The child gets a kick out of throwing stones at people leaving the nearby church. At first he seems to be a vulnerable soul, but soon you’ll wonder whether his bed wetting is more about attention seeking than fear. Over nearly two hours, you’ll watch his stubborn personality develop along with his grasp of the inappropriate and a brutal ability to calculate how to dispense with those who get in his way.
His German mother (played by Bérénice Bejo) speaks four languages but still employs a local woman Ada (Stacy Martin) to school him in French. Bejo portrays an anaemic wife who is ill at ease with her husband and a mother more comfortable running a house and hiring and firing, than bringing up a child.

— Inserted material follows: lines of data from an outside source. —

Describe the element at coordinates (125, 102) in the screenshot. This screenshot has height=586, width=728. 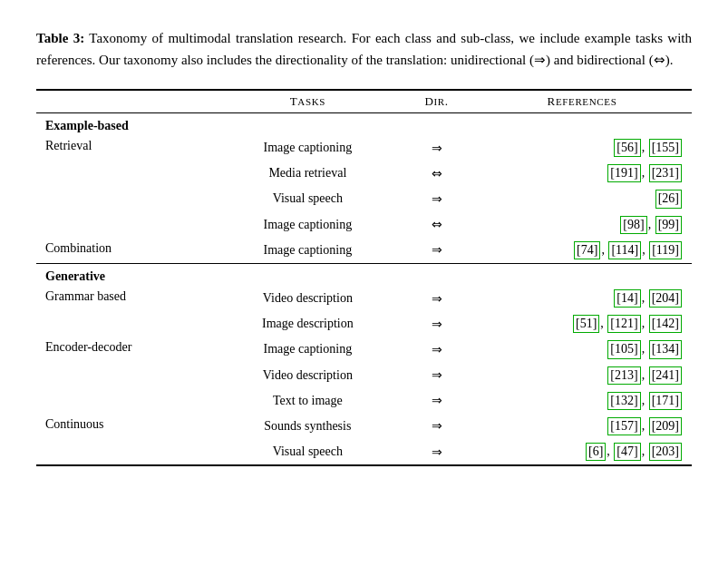
I see `header-col1` at that location.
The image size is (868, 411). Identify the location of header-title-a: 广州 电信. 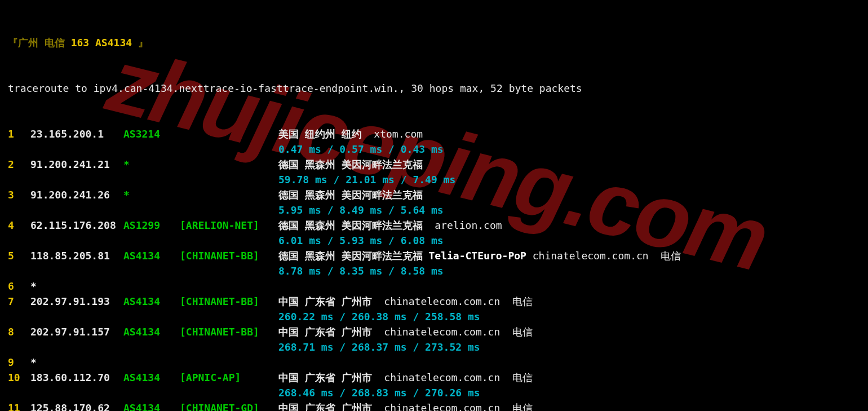
(42, 43).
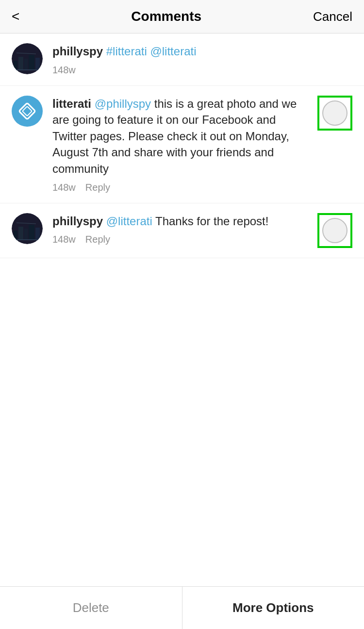  What do you see at coordinates (212, 221) in the screenshot?
I see `comment-body: Thanks for the repost!` at bounding box center [212, 221].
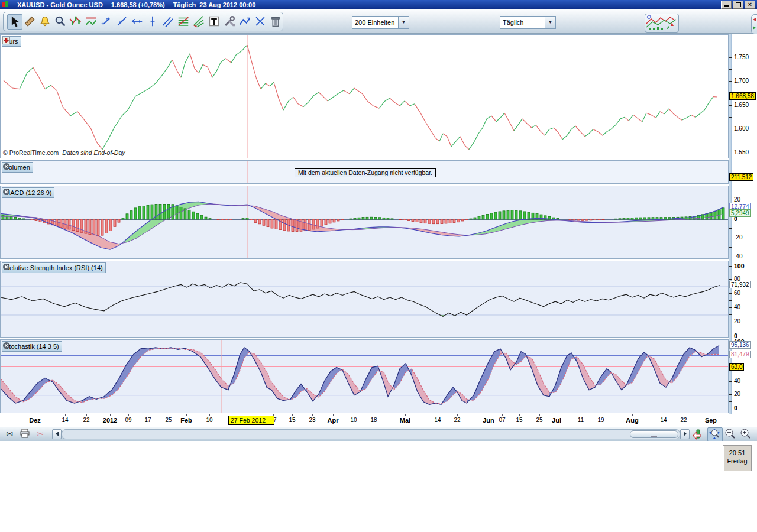 The width and height of the screenshot is (757, 532). What do you see at coordinates (738, 5) in the screenshot?
I see `window-controls: ×` at bounding box center [738, 5].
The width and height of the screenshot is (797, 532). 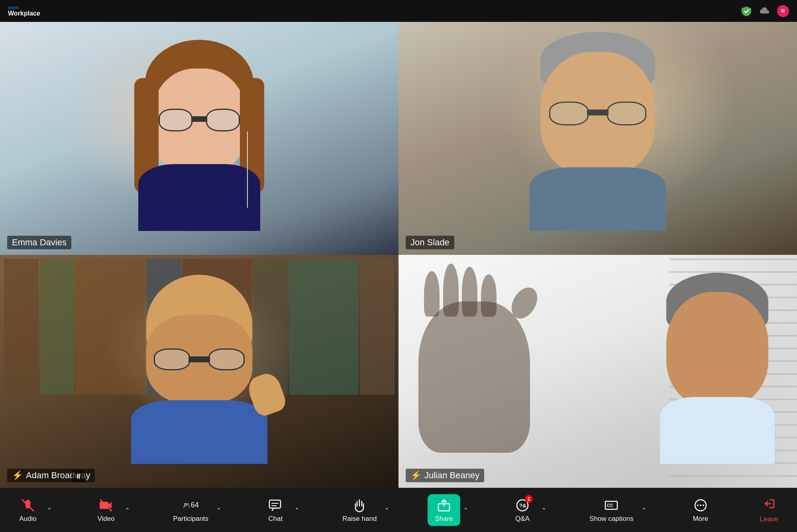 What do you see at coordinates (611, 505) in the screenshot?
I see `captions-icon: CC` at bounding box center [611, 505].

While the residence’s cook is firmly wound round his little finger, Ada proves to have stricter boundaries to her friendship with the little tyrant. Yet both characters suffer the same fate.
His father is Irish-American, a US diplomat who spends a lot of time away in Paris working on the Treaty of Versailles. Liam Cunningham plays an at first clean cut character whose sinister side is later revealed when we discover he can follow up his threats with violence.
While the two parents – one absent geographically, the other mentally – together weave the beginnings of a pattern of dysfunctionality, their less wholesome traits don’t feel sufficiently weighty to create the monster who occupies the child’s bedroom upstairs.
Writer/director Brady Corbet serves up a number of plot points that feel under-cooked, either red herrings or very broad hints at inappropriate behaviour or relationships (eg, the father caught talking to Ada) in the house. The version of this film running in the QFT subtitles the conversations in French, though at times the English is indistinct.
There’s a consistently dark mood across the film. The musical score is heavy and somewhat reliant on ominous-sounding low tonal strings. Every scene is darkly lit. The war together with the related power struggles in the father’s work overshadow talk at the dinner table. And on top of that, at times Liam Cunningham’s dialogue sounds like it has been dubbed over by Liam Neeson and may break out into “I will look for you, I will find you, and I will kill you” at any moment.
Spiralling camerawork near the end suggests that world affairs and the family are spinning out of control. But the very final shots are much more disorientating and hard to read. Also perplexing is the issue of which – if any – historical fascist leader the boy is supposed to grow up to become?
The Childhood of a Leader is not a feel good film. But it is a curious, slow-moving inspection of a disturbing family life that isn’t so far removed from ordinary households to be unfamiliar. The film is being screened in the Queen’s Film Theatre between 19 and 25 August.